The slots are coming. Really.

The future site of the SugarHouse Casino, in Fishtown. It, and the Foxwoods Casino, at Reed Street and Columbus Boulevard, have gaming licenses.
The future site of the SugarHouse Casino, in Fishtown. It, and the Foxwoods Casino, at Reed Street and Columbus Boulevard, have gaming licenses.Read moreCLEM MURRAY / Inquirer Staff Photographer

Casinos' arrival in Philadelphia seems like a sure bet with the Pennsylvania Supreme Court rebuffing a key challenge to the state Gaming Control Board's troubling licensing decisions.

In effect, the court last week gave the final green light to plunking down a pair of casinos on the city's heavily congested waterfront.

The City Planning Commission has delayed approval for the Foxwoods slots parlor along the Delaware River in South Philadelphia. But that appears to be only a stumbling block.

With licenses locked up for Foxwoods - at Reed Street and Columbus Boulevard - and for SugarHouse - upriver in Fishtown - the stakes have increased dramatically for city officials. They must do their utmost to assure that the casinos are developed the right way.

It's also vital that the city push ahead with refining its broader vision for developing the seven-mile stretch of waterfront where the casinos will operate.

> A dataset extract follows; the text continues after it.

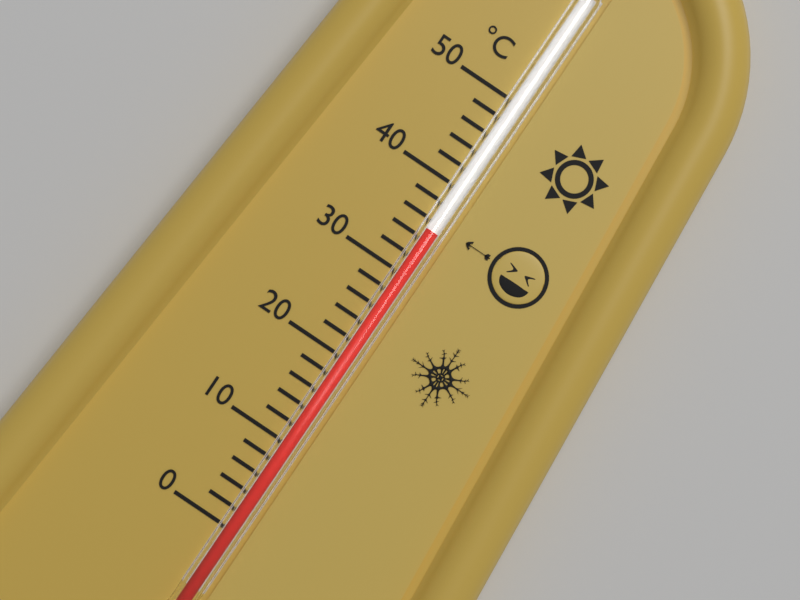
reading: 35 °C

City Hall officials can no longer delay figuring out how to provide the intensive oversight needed in the casino environs, be it a special-service district or free-standing city office. The idea is to bird-dog casinos' every move, and flag problems - from the logistical (traffic) to the social (petty crime, gambling addiction.)

First principles: shaping the casino development in order to mitigate traffic and to preserve as much public access and views of the Delaware.

The Foxwoods site is jammed with big-box patrons now. The gaming board gave short shrift to traffic woes stemming from two casinos on the waterfront. So the Planning Commission was right to hold off its approval until it can take a closer look at ways to limit gridlock. Foxwoods officials only invited skepticism with their claim that traffic will be improved.

As for the casino designs, it's unfortunate that they're being locked down before Mayor Street's master planning process for the waterfront can be completed.

The Penn Praxis project (www.planphilly.com) launched by the mayor to shape the waterfront has offered sound design principles. They may not have the force of law yet, but the guidelines - if incorporated into the casinos' construction - would yield more public-friendly projects. Instead of hulking garages, parking would be incorporated more discretely, while the overall look would be more campus-like on a European-scale.

Both casinos promise public access to the river, but the sheer size of these projects will obscure more of the Delaware than they reveal. Special steps - in terms of design, signage and festivities - will have to be taken to bring citizens to their waterfront.

Given the inevitability of the casinos, it's difficult to dispel cynicism about the impact of public input. Philadelphians weren't asked whether they wanted casinos. City Hall's best ideas on location were ignored. Despite unanimous votes by City Council, the Supreme Court - acting like a bouncer for the casinos - quashed a referendum on where they should be located.

In the end, it may be that the same court - acting on Foxwoods' pending request - simply orders the city to issue building permits. That would be typical. In such a climate, the arrival of slots casinos in the city feels like an invasion.